In October 1989 Rolf Schwanitz joined New Forum, a political movement originating in Zwickau and associated with the Peaceful Revolution that soon afterwards put an end to the German Democratic Republic as a stand-alone one-party state. In November 1989, in the same month that the Berlin Wall was breached, he switched to the (in East Germany newly refounded) SDP (party). Following German reunification in August 1990 the new party quickly merged with its (till now, and since 1946, purely West German) counterpart, which made Schwanitz a member of the SPD (party). Between 1993 and 2010 he served as the party's deputy regional chairman in Saxony. In 2009, following the resignation of Thomas Jurk, and until his successor Martin Dulig was elected, Schwanitz briefly served as acting regional party chairman in Saxony.

He is also a member of the leadership circle of the Seeheimer Kreis, a working group of SPD politicians that describes itself as "undogmatic and pragmatic".

A party colleague has described Schwanitz as "a passionately convinced atheist". Since 2010 he has supported the creation of a working group on "Secularism and secularists in the SPD". The objective of such a group should be that "Religious and non-religious communities must rank equally, and enjoy the same level of respect from the state, acting on behalf of society, with no privileges allowed to one side." He wants to end "gender based discrimination involving those working with the church.
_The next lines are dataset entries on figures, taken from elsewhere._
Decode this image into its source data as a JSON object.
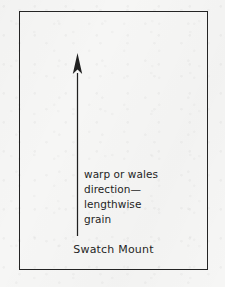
{
  "figure": {
    "kind": "textile-grain-direction-diagram",
    "caption": "Swatch Mount",
    "annotation": {
      "lines": [
        "warp or wales",
        "direction—",
        "lengthwise",
        "grain"
      ]
    },
    "arrow": {
      "icon": "up-arrow-icon",
      "direction": "up",
      "meaning": "lengthwise grain direction"
    },
    "colors": {
      "background": "#f6f6f5",
      "frame_border": "#242424",
      "ink": "#1f1f1f",
      "arrow": "#202020"
    }
  }
}
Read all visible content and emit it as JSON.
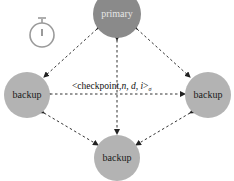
{
  "diagram": {
    "timer_icon": "stopwatch-icon",
    "nodes": [
      {
        "id": "primary",
        "label": "primary",
        "color": "#8a8a8a",
        "text_color": "#e6e6e6"
      },
      {
        "id": "backup_left",
        "label": "backup",
        "color": "#b3b3b3",
        "text_color": "#1a1a1a"
      },
      {
        "id": "backup_right",
        "label": "backup",
        "color": "#b3b3b3",
        "text_color": "#1a1a1a"
      },
      {
        "id": "backup_bottom",
        "label": "backup",
        "color": "#b3b3b3",
        "text_color": "#1a1a1a"
      }
    ],
    "message": {
      "prefix": "<checkpoint,",
      "vars": "n, d, i",
      "suffix": ">",
      "subscript": "σ"
    }
  }
}
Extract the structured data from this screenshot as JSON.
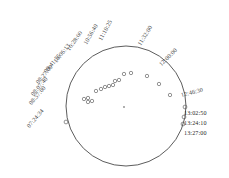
{
  "figure": {
    "caption": "",
    "colors": {
      "disk_outline": "#4a4a4a",
      "marker": "#5a5a5a",
      "label_text": "#1f1f1f",
      "background": "#ffffff",
      "center_marker": "#8a8a8a"
    },
    "disk": {
      "center_x": 126,
      "center_y": 106,
      "radius": 60
    }
  },
  "timestamps": [
    {
      "label": "07:24:34",
      "angle_deg": 183,
      "label_rot": -50,
      "lx": 28,
      "ly": 124
    },
    {
      "label": "08:57:00",
      "angle_deg": 168,
      "label_rot": -50,
      "lx": 30,
      "ly": 101
    },
    {
      "label": "08:07:40",
      "angle_deg": 162,
      "label_rot": -50,
      "lx": 32,
      "ly": 92
    },
    {
      "label": "08:27:00",
      "angle_deg": 155,
      "label_rot": -50,
      "lx": 37,
      "ly": 80
    },
    {
      "label": "09:41:55",
      "angle_deg": 143,
      "label_rot": -50,
      "lx": 45,
      "ly": 69
    },
    {
      "label": "10:06:13",
      "angle_deg": 133,
      "label_rot": -52,
      "lx": 55,
      "ly": 59
    },
    {
      "label": "10:28:00",
      "angle_deg": 122,
      "label_rot": -55,
      "lx": 68,
      "ly": 47
    },
    {
      "label": "10:56:40",
      "angle_deg": 111,
      "label_rot": -60,
      "lx": 85,
      "ly": 41
    },
    {
      "label": "11:10:25",
      "angle_deg": 101,
      "label_rot": -62,
      "lx": 100,
      "ly": 37
    },
    {
      "label": "11:32:00",
      "angle_deg": 72,
      "label_rot": -58,
      "lx": 139,
      "ly": 42
    },
    {
      "label": "12:00:00",
      "angle_deg": 48,
      "label_rot": -45,
      "lx": 160,
      "ly": 62
    },
    {
      "label": "12:46:30",
      "angle_deg": 14,
      "label_rot": -14,
      "lx": 181,
      "ly": 92
    },
    {
      "label": "13:02:50",
      "angle_deg": 0,
      "label_rot": 0,
      "lx": 184,
      "ly": 110
    },
    {
      "label": "13:24:10",
      "angle_deg": -6,
      "label_rot": 0,
      "lx": 184,
      "ly": 120
    },
    {
      "label": "13:27:00",
      "angle_deg": -10,
      "label_rot": 0,
      "lx": 184,
      "ly": 130
    }
  ],
  "limb_markers": [
    {
      "x": 66,
      "y": 122
    },
    {
      "x": 185,
      "y": 107
    },
    {
      "x": 184,
      "y": 117
    },
    {
      "x": 183,
      "y": 124
    }
  ],
  "track_markers": [
    {
      "x": 84,
      "y": 99
    },
    {
      "x": 88,
      "y": 98
    },
    {
      "x": 88,
      "y": 102
    },
    {
      "x": 92,
      "y": 101
    },
    {
      "x": 96,
      "y": 91
    },
    {
      "x": 101,
      "y": 89
    },
    {
      "x": 105,
      "y": 87
    },
    {
      "x": 109,
      "y": 86
    },
    {
      "x": 113,
      "y": 85
    },
    {
      "x": 115,
      "y": 81
    },
    {
      "x": 119,
      "y": 80
    },
    {
      "x": 124,
      "y": 74
    },
    {
      "x": 131,
      "y": 73
    },
    {
      "x": 147,
      "y": 76
    },
    {
      "x": 159,
      "y": 84
    },
    {
      "x": 170,
      "y": 95
    }
  ],
  "center_marker": {
    "x": 124,
    "y": 107
  }
}
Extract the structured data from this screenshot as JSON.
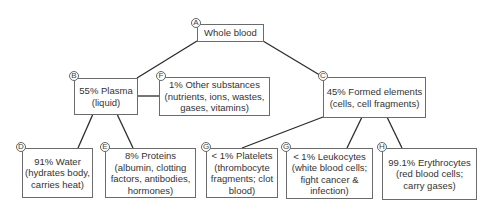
{
  "diagram": {
    "type": "hierarchy",
    "topic": "Composition of whole blood",
    "nodes": [
      {
        "id": "A",
        "badge": "A",
        "lines": [
          "Whole blood"
        ]
      },
      {
        "id": "B",
        "badge": "B",
        "lines": [
          "55% Plasma",
          "(liquid)"
        ]
      },
      {
        "id": "F",
        "badge": "F",
        "lines": [
          "1% Other substances",
          "(nutrients, ions, wastes,",
          "gases, vitamins)"
        ]
      },
      {
        "id": "C",
        "badge": "C",
        "lines": [
          "45% Formed elements",
          "(cells, cell fragments)"
        ]
      },
      {
        "id": "D",
        "badge": "D",
        "lines": [
          "91% Water",
          "(hydrates body,",
          "carries heat)"
        ]
      },
      {
        "id": "E",
        "badge": "E",
        "lines": [
          "8% Proteins",
          "(albumin, clotting",
          "factors, antibodies,",
          "hormones)"
        ]
      },
      {
        "id": "G1",
        "badge": "G",
        "lines": [
          "< 1% Platelets",
          "(thrombocyte",
          "fragments; clot",
          "blood)"
        ]
      },
      {
        "id": "G2",
        "badge": "G",
        "lines": [
          "< 1% Leukocytes",
          "(white blood cells;",
          "fight cancer &",
          "infection)"
        ]
      },
      {
        "id": "H",
        "badge": "H",
        "lines": [
          "99.1% Erythrocytes",
          "(red blood cells;",
          "carry gases)"
        ]
      }
    ],
    "edges": [
      {
        "from": "A",
        "to": "B"
      },
      {
        "from": "A",
        "to": "C"
      },
      {
        "from": "B",
        "to": "F"
      },
      {
        "from": "B",
        "to": "D"
      },
      {
        "from": "B",
        "to": "E"
      },
      {
        "from": "C",
        "to": "G1"
      },
      {
        "from": "C",
        "to": "G2"
      },
      {
        "from": "C",
        "to": "H"
      }
    ],
    "colors": {
      "line": "#2b2b2b",
      "border": "#6b6b6b",
      "text": "#333333"
    }
  }
}
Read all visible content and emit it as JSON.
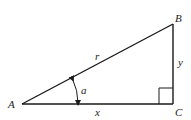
{
  "diagram": {
    "type": "right-triangle",
    "colors": {
      "stroke": "#1a1a1a",
      "text": "#222222",
      "background": "#ffffff"
    },
    "vertices": {
      "A": {
        "label": "A",
        "x": 22,
        "y": 104
      },
      "B": {
        "label": "B",
        "x": 173,
        "y": 24
      },
      "C": {
        "label": "C",
        "x": 173,
        "y": 104
      }
    },
    "sides": {
      "hypotenuse": {
        "label": "r",
        "from": "A",
        "to": "B"
      },
      "vertical": {
        "label": "y",
        "from": "B",
        "to": "C"
      },
      "horizontal": {
        "label": "x",
        "from": "A",
        "to": "C"
      }
    },
    "angle": {
      "label": "a",
      "vertex": "A",
      "arrows": "both-ends"
    },
    "right_angle_marker": {
      "vertex": "C",
      "size": 14
    }
  }
}
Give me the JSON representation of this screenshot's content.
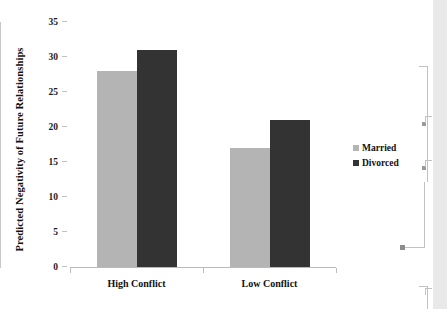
{
  "chart_data": {
    "type": "bar",
    "title": "",
    "xlabel": "",
    "ylabel": "Predicted Negativity of Future Relationships",
    "categories": [
      "High Conflict",
      "Low Conflict"
    ],
    "series": [
      {
        "name": "Married",
        "values": [
          28,
          17
        ],
        "color": "#b4b4b4"
      },
      {
        "name": "Divorced",
        "values": [
          31,
          21
        ],
        "color": "#333333"
      }
    ],
    "ylim": [
      0,
      35
    ],
    "yticks": [
      0,
      5,
      10,
      15,
      20,
      25,
      30,
      35
    ],
    "ytick_labels": [
      "0",
      "5",
      "10",
      "15",
      "20",
      "25",
      "30",
      "35"
    ],
    "grid": false,
    "legend_position": "right"
  },
  "legend": {
    "items": [
      {
        "label": "Married",
        "swatch": "married-swatch"
      },
      {
        "label": "Divorced",
        "swatch": "divorced-swatch"
      }
    ]
  },
  "document_chrome": {
    "anchor_marker": "object-anchor-dot",
    "margin_bar": "change-bar"
  }
}
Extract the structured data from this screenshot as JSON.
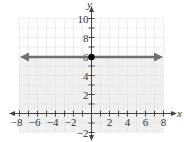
{
  "chart_data": {
    "type": "line",
    "title": "",
    "xlabel": "x",
    "ylabel": "y",
    "xlim": [
      -8,
      8
    ],
    "ylim": [
      -2,
      10
    ],
    "grid": true,
    "x_ticks": [
      "-8",
      "-6",
      "-4",
      "-2",
      "2",
      "4",
      "6",
      "8"
    ],
    "y_ticks": [
      "-2",
      "2",
      "4",
      "6",
      "8",
      "10"
    ],
    "series": [
      {
        "name": "y = 6",
        "kind": "horizontal line with arrows both ends",
        "y": 6,
        "x_range": [
          -8,
          8
        ],
        "color": "#707070"
      }
    ],
    "points": [
      {
        "x": 0,
        "y": 6,
        "style": "filled",
        "color": "#000000"
      }
    ],
    "shaded_region": {
      "description": "y < 6 (below line)",
      "color": "#f0f0f0"
    }
  },
  "colors": {
    "grid": "#e2e2e2",
    "axis": "#444444",
    "line": "#707070",
    "shade": "#f0f0f0"
  }
}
The churches enjoy exemptions involving decisions on promotions and pay levels". He goes on, "If a third of the German population, sharing the non-religious perspective, also recognise the issue, then we need to raise it up the public agenda with an SPD working group".

Schwanitz was very sharply critical of the public representation of the papal visit to Germany in September 2011, when he was one the members of parliament who refused to attend Pope Benedict's high-profile speech to the Bundestag.

Following the East German national election on 18 March 1990, between March and October 1990, Rolf Schwanitz was a member of the country's first (and last) freely elected People's Chamber (Volkskammer), by now a member of the SDP and representing the Karl-Marx-Stadt electoral district.

He was one of the 144 deputies in the chamber who on 3 October 1990, as part of the German reunification process, became members of the Bundestag (National Assembly) of a reunited Germany. In the first post unification election, which took place in December 1990, Schwanitz's name was on the SPD list for the Saxony electoral district and he was elected to the Bundestag. He enjoyed electoral success in the Bundestag elections in 1994, 1998, 2002, 2005 and 2009, but did not contest a seat in 2013.